The Amazon Synod is revealing the chaos in the Roman Catholic church and how closely it resembles the Episcopal Church and the Anglican Communion.

4 COMMENTS

  1. Kevin needs to be careful with judging actions over words. This can lead to the implication that people should become good first before thinking about going to church.

  2. The beauty of liturgical prayer is it is so much more comprehensible and richer than I can come up with on my own. Others will say praying extemporaneously is most genuine although when it gets to blessing Shep the dog I drift off. How many of us would remember to pray for the whole state of Christ’s Church on our own without it being set before us in the Prayerbook? Look how many people and how many times this prayer has been uttered. Power of prayer? How is God answering this prayer and what is his will in this matter which causes us so many fits and which we obviously can’t remedy on our own? Maybe he is draining the swamp. Scary.

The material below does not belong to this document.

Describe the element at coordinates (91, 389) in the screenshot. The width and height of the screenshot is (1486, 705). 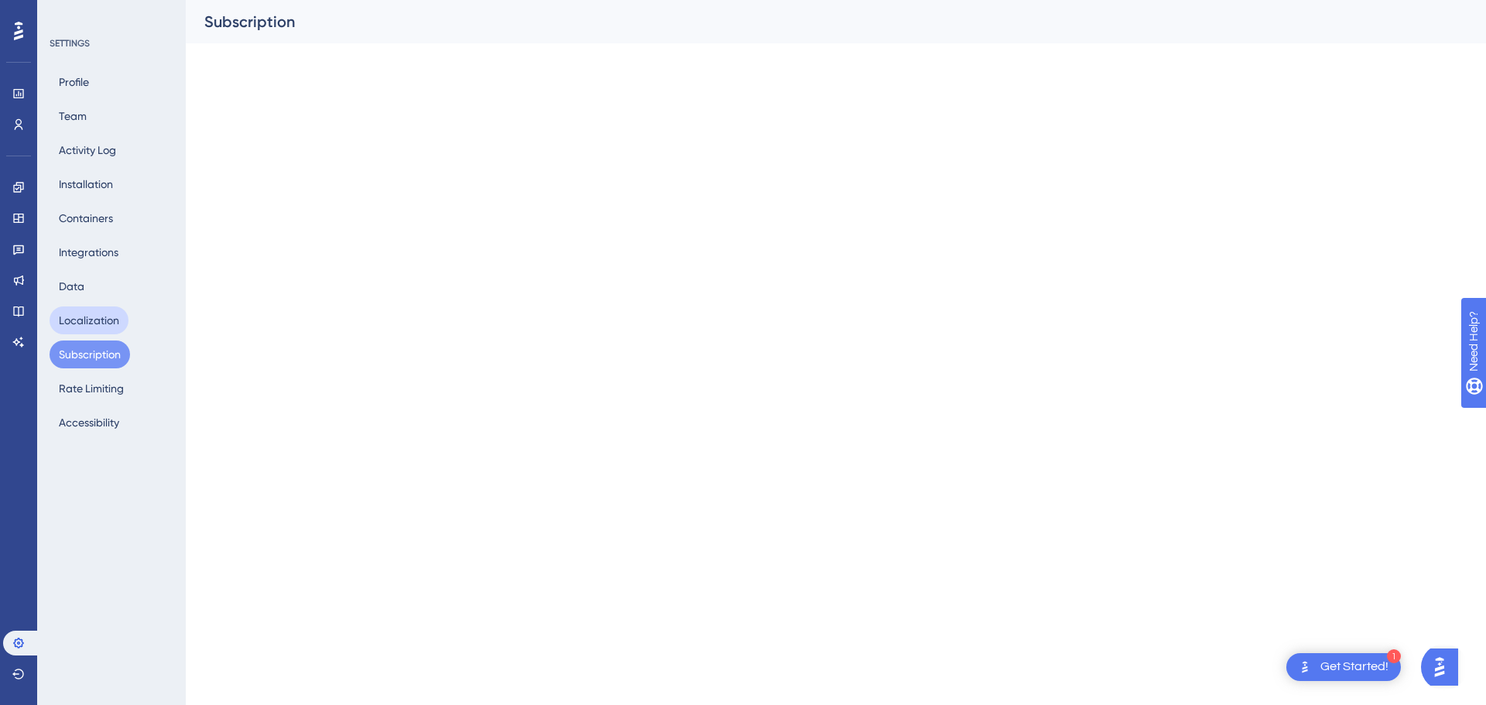
I see `button: Rate Limiting` at that location.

  3. Liturgical prayer is biblical in my view. The disciples said: “Lord, teach us to pray” and Jesus said: “When you pray say….”. When I pray using the words of prayers in the Bible or the church’s prayer book, I often find myself praying things that I would not have thought of, and perhaps do not even fully understand. Liturgical prayer is an important educational tool. When I pray the creeds, I do not know exactly what some parts of them mean. Nevertheless they express what I am committed in faith to believe. By praying them I offer myself as a spiritual apprentice, as it were, to God through the church. One can pray “Lord here is my prayer, please help me understand it more fully”. Conversely, biblical prayer tends to become liturgical.
    The danger of liturgical prayer becoming an empty form of words in the mouths of unbelieving churchgoers is obvious. But the remedy is not to eradicate liturgical prayer, which in some form is essential for spiritual growth and maturity. And I have no doubt God loves to hear believers pray these beautiful prayers. He knows, of course, that we do not yet fully understand them – even if we think we do.